To do
Begin at the line containing "The width and height of the screenshot is (1642, 923)." and copy each line exactly through the end of the records, leaving out what comes before.

Records from a data source
----
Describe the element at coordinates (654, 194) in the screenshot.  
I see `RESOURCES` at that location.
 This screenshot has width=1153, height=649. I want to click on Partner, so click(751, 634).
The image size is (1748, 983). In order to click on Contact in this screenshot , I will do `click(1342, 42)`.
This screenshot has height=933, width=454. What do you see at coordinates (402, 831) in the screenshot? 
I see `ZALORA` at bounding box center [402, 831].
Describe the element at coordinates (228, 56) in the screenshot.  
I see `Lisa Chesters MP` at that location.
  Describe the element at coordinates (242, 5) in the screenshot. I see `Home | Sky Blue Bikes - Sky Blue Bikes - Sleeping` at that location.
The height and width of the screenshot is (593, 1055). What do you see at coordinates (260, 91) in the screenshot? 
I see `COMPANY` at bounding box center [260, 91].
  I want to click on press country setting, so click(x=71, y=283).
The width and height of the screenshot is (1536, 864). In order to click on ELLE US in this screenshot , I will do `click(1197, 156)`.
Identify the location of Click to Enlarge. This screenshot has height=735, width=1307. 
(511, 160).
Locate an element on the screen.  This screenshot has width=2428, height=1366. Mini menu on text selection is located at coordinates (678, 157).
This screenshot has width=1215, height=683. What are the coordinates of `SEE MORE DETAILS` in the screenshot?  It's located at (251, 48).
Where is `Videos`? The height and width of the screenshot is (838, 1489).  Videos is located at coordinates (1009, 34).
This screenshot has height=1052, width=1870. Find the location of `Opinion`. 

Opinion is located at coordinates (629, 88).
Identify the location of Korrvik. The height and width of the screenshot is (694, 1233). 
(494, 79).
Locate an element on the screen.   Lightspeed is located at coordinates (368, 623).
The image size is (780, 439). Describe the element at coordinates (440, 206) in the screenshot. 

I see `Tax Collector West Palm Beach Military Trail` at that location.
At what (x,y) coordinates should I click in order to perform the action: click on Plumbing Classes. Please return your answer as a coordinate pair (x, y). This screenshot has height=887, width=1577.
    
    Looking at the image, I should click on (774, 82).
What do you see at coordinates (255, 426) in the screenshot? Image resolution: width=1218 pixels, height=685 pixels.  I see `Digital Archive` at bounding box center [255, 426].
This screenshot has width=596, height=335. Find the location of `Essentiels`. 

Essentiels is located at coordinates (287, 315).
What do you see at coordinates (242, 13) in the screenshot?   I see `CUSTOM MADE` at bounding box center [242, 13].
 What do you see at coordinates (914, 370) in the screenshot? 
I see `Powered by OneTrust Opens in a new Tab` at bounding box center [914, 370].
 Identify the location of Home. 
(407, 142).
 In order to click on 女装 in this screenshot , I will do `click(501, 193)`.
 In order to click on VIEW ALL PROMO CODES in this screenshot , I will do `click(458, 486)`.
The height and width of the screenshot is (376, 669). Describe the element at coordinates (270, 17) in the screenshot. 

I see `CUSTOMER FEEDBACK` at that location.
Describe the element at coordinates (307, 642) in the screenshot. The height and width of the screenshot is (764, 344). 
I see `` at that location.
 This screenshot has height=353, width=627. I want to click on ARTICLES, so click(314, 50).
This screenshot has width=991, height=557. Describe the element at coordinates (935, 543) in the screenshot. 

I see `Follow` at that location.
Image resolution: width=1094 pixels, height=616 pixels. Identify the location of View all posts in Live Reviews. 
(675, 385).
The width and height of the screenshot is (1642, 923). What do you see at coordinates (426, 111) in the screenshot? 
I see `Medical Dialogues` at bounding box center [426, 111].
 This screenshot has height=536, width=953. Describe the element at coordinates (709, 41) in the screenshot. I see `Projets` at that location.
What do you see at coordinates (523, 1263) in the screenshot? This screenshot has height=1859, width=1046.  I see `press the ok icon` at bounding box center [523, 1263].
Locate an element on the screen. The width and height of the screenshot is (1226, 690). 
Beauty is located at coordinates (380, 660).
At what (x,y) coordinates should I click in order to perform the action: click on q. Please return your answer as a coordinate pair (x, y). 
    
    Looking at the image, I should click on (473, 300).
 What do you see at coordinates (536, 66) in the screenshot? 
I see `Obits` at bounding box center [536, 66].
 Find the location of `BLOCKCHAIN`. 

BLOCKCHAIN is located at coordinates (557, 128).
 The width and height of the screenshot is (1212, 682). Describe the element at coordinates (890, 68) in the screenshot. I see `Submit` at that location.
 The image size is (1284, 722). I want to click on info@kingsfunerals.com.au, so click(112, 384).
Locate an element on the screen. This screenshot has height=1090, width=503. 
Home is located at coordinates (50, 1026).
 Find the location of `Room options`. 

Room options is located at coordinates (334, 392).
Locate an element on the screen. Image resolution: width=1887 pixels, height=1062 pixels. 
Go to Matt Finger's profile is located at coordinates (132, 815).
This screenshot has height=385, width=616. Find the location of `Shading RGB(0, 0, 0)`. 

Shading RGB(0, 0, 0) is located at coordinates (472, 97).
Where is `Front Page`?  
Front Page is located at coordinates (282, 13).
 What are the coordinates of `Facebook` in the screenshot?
----
Result
The width and height of the screenshot is (1642, 923). What do you see at coordinates (426, 111) in the screenshot? 
I see `Medical Dialogues` at bounding box center [426, 111].
 This screenshot has height=536, width=953. Describe the element at coordinates (709, 41) in the screenshot. I see `Projets` at that location.
What do you see at coordinates (523, 1263) in the screenshot? This screenshot has height=1859, width=1046.  I see `press the ok icon` at bounding box center [523, 1263].
Locate an element on the screen. The width and height of the screenshot is (1226, 690). 
Beauty is located at coordinates (380, 660).
At what (x,y) coordinates should I click in order to perform the action: click on q. Please return your answer as a coordinate pair (x, y). 
    
    Looking at the image, I should click on (473, 300).
 What do you see at coordinates (536, 66) in the screenshot? 
I see `Obits` at bounding box center [536, 66].
 Find the location of `BLOCKCHAIN`. 

BLOCKCHAIN is located at coordinates (557, 128).
 The width and height of the screenshot is (1212, 682). Describe the element at coordinates (890, 68) in the screenshot. I see `Submit` at that location.
 The image size is (1284, 722). I want to click on info@kingsfunerals.com.au, so click(112, 384).
Locate an element on the screen. This screenshot has height=1090, width=503. 
Home is located at coordinates (50, 1026).
 Find the location of `Room options`. 

Room options is located at coordinates (334, 392).
Locate an element on the screen. Image resolution: width=1887 pixels, height=1062 pixels. 
Go to Matt Finger's profile is located at coordinates (132, 815).
This screenshot has height=385, width=616. Find the location of `Shading RGB(0, 0, 0)`. 

Shading RGB(0, 0, 0) is located at coordinates (472, 97).
Where is `Front Page`?  
Front Page is located at coordinates (282, 13).
 What are the coordinates of `Facebook` in the screenshot?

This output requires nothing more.